Where it falls short: the Prime free tier is restrictive on track-skip and on-demand selection. The Android app has a busy home screen that mixes music recommendations with Amazon shopping prompts.

Pricing:

Platforms: Android.

Download: Google PlayGoogle Play

Bottom line: the right pick when Prime is already a household subscription.

5. Tidal, the hi-fi pick

Tidal has spent a decade positioning around audiophile quality and it still leads on the lossless tier. FLAC, MQA, and Dolby Atmos all download for offline play with no extra cost above the base Premium. The Android app surfaces the bit depth and sample rate prominently, which matters when you are pairing a phone with a high-end car system.

Where it falls short: the catalogue still has gaps in niche genres compared to Spotify and Apple. No free tier any more after the 2024 model reorganisation. Tidal Connect to non-Tidal-certified hardware can be hit and miss.

Pricing:

Platforms: Android.

Download: Google PlayGoogle Play

Bottom line: the right pick if your car or headphones expose the difference between 320 kbps and FLAC.
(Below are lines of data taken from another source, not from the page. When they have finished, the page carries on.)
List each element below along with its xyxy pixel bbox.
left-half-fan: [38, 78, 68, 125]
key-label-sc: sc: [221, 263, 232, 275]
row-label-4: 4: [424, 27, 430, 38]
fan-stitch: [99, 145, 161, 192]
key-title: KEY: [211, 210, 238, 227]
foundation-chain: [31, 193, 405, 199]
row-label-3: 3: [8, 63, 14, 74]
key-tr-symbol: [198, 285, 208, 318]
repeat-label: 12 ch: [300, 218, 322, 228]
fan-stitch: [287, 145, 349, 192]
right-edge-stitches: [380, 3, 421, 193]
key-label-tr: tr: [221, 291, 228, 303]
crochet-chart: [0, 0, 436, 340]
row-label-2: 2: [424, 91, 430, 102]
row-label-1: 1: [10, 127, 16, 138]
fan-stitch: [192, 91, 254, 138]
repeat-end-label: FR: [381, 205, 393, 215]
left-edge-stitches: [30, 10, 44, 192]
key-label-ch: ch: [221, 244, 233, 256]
6. Deezer, the international catalogue pick

Deezer has historically been strong in European and Latin American markets and the catalogue depth on regional pop is wider than the bigger US-led platforms. The Flow personalised mix is the standout discovery feature, the offline downloads are flexible (single tracks, playlists, full albums), and the audio quality on Hi-Fi matches Tidal’s lossless tier.

Where it falls short: the free tier is more restrictive than Spotify’s, and unlike Spotify it does not allow offline downloads on free. The Android app’s UI lags behind the bigger names in polish.

Pricing:

Platforms: Android.

Download: Google PlayGoogle Play

Bottom line: the right pick when the catalogue includes a lot of European or Latin American releases.
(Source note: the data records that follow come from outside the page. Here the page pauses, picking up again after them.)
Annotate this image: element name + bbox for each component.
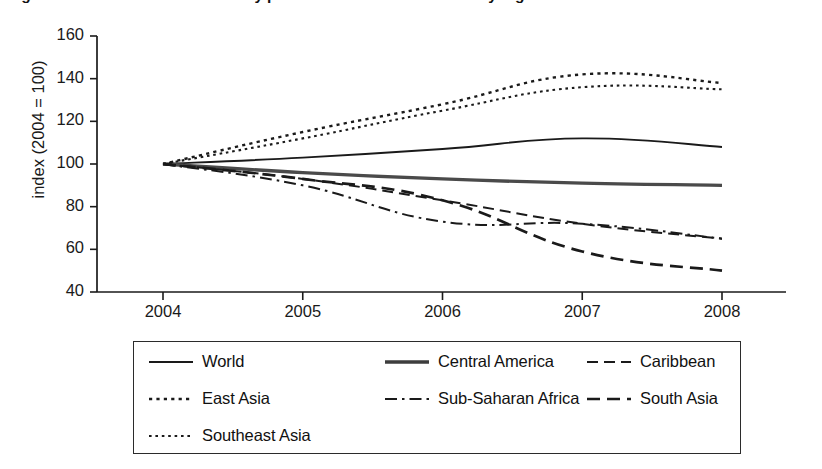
- y-tick-label: 40: [36, 281, 84, 300]
- legend-swatch-dotted-fine-icon: [148, 429, 194, 443]
- y-tick-label: 140: [36, 68, 84, 87]
- y-tick-label: 80: [36, 196, 84, 215]
- y-tick-marks: [90, 36, 97, 292]
- axis-lines: [97, 36, 786, 292]
- legend-swatch-dashdot-icon: [384, 392, 430, 406]
- series-line-east-asia: [163, 73, 722, 164]
- legend-label: Southeast Asia: [202, 426, 311, 445]
- legend-item-southeast-asia[interactable]: Southeast Asia: [148, 417, 311, 454]
- legend-swatch-solid-icon: [148, 355, 194, 369]
- x-tick-marks: [163, 292, 722, 300]
- legend-label: Central America: [438, 352, 554, 371]
- y-tick-label: 120: [36, 110, 84, 129]
- legend-row: Southeast Asia: [134, 417, 740, 454]
- legend-item-sub-saharan-africa[interactable]: Sub-Saharan Africa: [384, 380, 579, 417]
- legend-label: Sub-Saharan Africa: [438, 389, 579, 408]
- legend-swatch-dotted-icon: [148, 392, 194, 406]
- x-tick-label: 2007: [542, 302, 622, 321]
- y-tick-label: 60: [36, 238, 84, 257]
- x-tick-label: 2004: [123, 302, 203, 321]
- legend-label: World: [202, 352, 244, 371]
- legend-swatch-dashed-icon: [586, 355, 632, 369]
- legend-row: East AsiaSub-Saharan AfricaSouth Asia: [134, 380, 740, 417]
- y-tick-label: 160: [36, 25, 84, 44]
- legend-label: South Asia: [640, 389, 718, 408]
- series-lines: [163, 73, 722, 270]
- legend-swatch-dashed-wide-icon: [586, 392, 632, 406]
- series-line-southeast-asia: [163, 85, 722, 164]
- series-line-world: [163, 138, 722, 164]
- x-tick-label: 2008: [682, 302, 762, 321]
- figure-container: Figure 2.3 Index of food commodity price…: [0, 0, 822, 469]
- legend: WorldCentral AmericaCaribbeanEast AsiaSu…: [133, 341, 741, 454]
- legend-label: East Asia: [202, 389, 270, 408]
- legend-item-south-asia[interactable]: South Asia: [586, 380, 718, 417]
- legend-label: Caribbean: [640, 352, 715, 371]
- legend-item-east-asia[interactable]: East Asia: [148, 380, 270, 417]
- legend-item-caribbean[interactable]: Caribbean: [586, 343, 715, 380]
- y-tick-label: 100: [36, 153, 84, 172]
- legend-row: WorldCentral AmericaCaribbean: [134, 343, 740, 380]
- legend-item-central-america[interactable]: Central America: [384, 343, 554, 380]
- legend-swatch-solid-thick-icon: [384, 355, 430, 369]
- x-tick-label: 2006: [403, 302, 483, 321]
- legend-item-world[interactable]: World: [148, 343, 244, 380]
- x-tick-label: 2005: [263, 302, 343, 321]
7. NewPipe, the open-source YouTube fetcher

NewPipe is the open-source app that fetches YouTube content without needing a Google account, ads, or Premium. Audio-only download mode, background play, and offline storage all work on the free app, which is why it sits at the top of every “Android offline music without paying” list. Not on Google Play; install through F-Droid or the project’s GitHub release page.
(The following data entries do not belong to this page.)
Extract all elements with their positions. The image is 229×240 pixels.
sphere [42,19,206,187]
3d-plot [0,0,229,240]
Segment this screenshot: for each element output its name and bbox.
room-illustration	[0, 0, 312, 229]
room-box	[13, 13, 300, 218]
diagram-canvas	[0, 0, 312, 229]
Where it falls short: sideloading required. YouTube API changes occasionally break the app for days before a community patch lands. Not technically a music service, so there is no curated discovery layer.

Pricing:

Platforms: Android (F-Droid or APK install).

Download: F-Droid | GitHub

Bottom line: the right pick for the user who already self-curates YouTube playlists and does not want a subscription.

How to pick the right one

If you want the safest default for a long drive: Spotify Premium.

If YouTube is already half your listening: YouTube Music.

If your household is on Apple devices: Apple Music.

If you pay for Prime anyway: Amazon Music Unlimited.

If you have a real hi-fi car setup: Tidal.

If you listen to a lot of European or Latin American releases: Deezer.

If you refuse to pay for a streaming service: NewPipe.

FAQ

Can I download Spotify music for free?

No. Spotify offline downloads require Premium. The free tier streams with ads and limited skips, but does not allow offline playback.

Which Android music app uses the least mobile data?

Any of the seven above when fully downloaded. The difference shows up in casual streaming: Spotify and YouTube Music default to lower bitrates on mobile data, Apple Music and Tidal default to higher quality unless you change the cellular settings.

Will downloaded music work on Android Auto?

Yes. Spotify, YouTube Music, Apple Music, Amazon Music, Tidal, and Deezer all integrate with Android Auto and play downloaded tracks even with no signal. NewPipe does not have an official Android Auto integration.

What is the best free offline music app for Android?

NewPipe is the free pick for users willing to sideload. The free tiers of Spotify, YouTube Music, Amazon Music, and Deezer require a paid upgrade to download tracks for offline play.

How much storage do downloaded songs take up?

Roughly 3 to 5 MB per track at standard quality (320 kbps), 10 to 25 MB per track on hi-fi tiers (FLAC), and up to 50 MB per track on the highest Tidal and Apple Music masters. A 100-song playlist at standard quality is around 400 MB.